Anthony Goerzen, the Sobey Professor of International Business at the Smith School of Business at Queen’s University in Kingston, Ont., said McDonald’s is recognizably skilled at finding the right place to put its restaurants so customers visit frequently.

He said he believes some McDonald’s executives would actually view real estate as their main business, with hamburgers being “a byproduct.”

“To escalate the delivery piece would suggest that food is becoming more important in their business model,” he said via email.

“The challenge is to find these new locations that are friendlier to pick-up/delivery drivers given that any change to an established, successful strategy puts the firm back on the steeper part of the learning curve.”

A man with short brownish-grey hair wears a blue shirt and a navy blazer as he stands in front of a McDonald's restaurant.
McDonald’s president and CEO Chris Kempczinski is shown outside McDonald’s headquarters in Chicago in May 2021. The coming changes will see new restaurants equipped with dedicated pickup areas for delivery drivers, he said. (Jean Marc-Giboux/The Associated Press for McDonald’s)

Yet McDonald’s president and CEO Chris Kempczinski has signalled that the company is thinking of both dine-in and delivery-minded customers with the coming changes, which he said will also see new restaurants equipped with dedicated pickup areas for delivery drivers.

“Not everybody wants delivery every single meal. Sometimes they want to go to the restaurant with their family,” Kempczinski told The Associated Press in an interview.

The CEO said he’s not concerned about cannibalizing sales from existing McDonald’s locations. In the U.S., he said, population shifts have left many parts of the country underserved. McDonald’s also wants to prevent competitors from snatching up good real estate, he said.

More technology

In announcing its expansion plans, McDonald’s also pointed to a “strategic partnership” it has established with Google, to apply various types of hardware and technology — including AI — to its business operations.
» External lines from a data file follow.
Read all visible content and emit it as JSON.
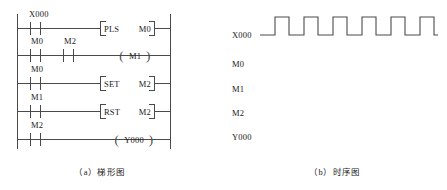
{
  "figure": {
    "left_caption": "（a）梯形图",
    "right_caption": "（b）时序图"
  },
  "ladder": {
    "rungs": [
      {
        "contacts": [
          {
            "name": "X000",
            "type": "no-contact"
          }
        ],
        "output": {
          "kind": "instruction",
          "instruction": "PLS",
          "operand": "M0"
        }
      },
      {
        "contacts": [
          {
            "name": "M0",
            "type": "no-contact"
          },
          {
            "name": "M2",
            "type": "no-contact"
          }
        ],
        "output": {
          "kind": "coil",
          "operand": "M1"
        }
      },
      {
        "contacts": [
          {
            "name": "M0",
            "type": "no-contact"
          }
        ],
        "output": {
          "kind": "instruction",
          "instruction": "SET",
          "operand": "M2"
        }
      },
      {
        "contacts": [
          {
            "name": "M1",
            "type": "no-contact"
          }
        ],
        "output": {
          "kind": "instruction",
          "instruction": "RST",
          "operand": "M2"
        }
      },
      {
        "contacts": [
          {
            "name": "M2",
            "type": "no-contact"
          }
        ],
        "output": {
          "kind": "coil",
          "operand": "Y000"
        }
      }
    ]
  },
  "timing": {
    "signals": [
      {
        "label": "X000",
        "has_waveform": true
      },
      {
        "label": "M0",
        "has_waveform": false
      },
      {
        "label": "M1",
        "has_waveform": false
      },
      {
        "label": "M2",
        "has_waveform": false
      },
      {
        "label": "Y000",
        "has_waveform": false
      }
    ],
    "x000_waveform": {
      "pulse_count": 6,
      "levels": [
        0,
        1,
        0,
        1,
        0,
        1,
        0,
        1,
        0,
        1,
        0,
        1,
        0
      ],
      "description": "six rectangular pulses, low before first and after last"
    }
  },
  "colors": {
    "line": "#4a4a4a",
    "text": "#1a1a1a",
    "background": "#ffffff"
  }
}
The University of Toronto’s Verma said the company’s embrace of technology will affect how many people it employs, how it operates its restaurants and the delivery side of its business.

A man with grey hair and a grey beard wears a blue and yellow shirt.
Anil Verma, a professor emeritus at the University of Toronto’s Rotman School of Management, said finding enough people to serve Canadian customers likely won’t be an issue for the fast-food giant, especially in the near term. (Submitted by Anil Verma)

Verma predicts automation and technology will mean a need for fewer workers at restaurants than is the case today — and that could limit the impact of labour costs, even if wages go up.

Within the broader labour market, Verma said, “we are on the cusp of a transformational change that we only see once in a generation,” whereby the impact of new technology will have a “huge impact” on how business gets done — including in the fast food industry.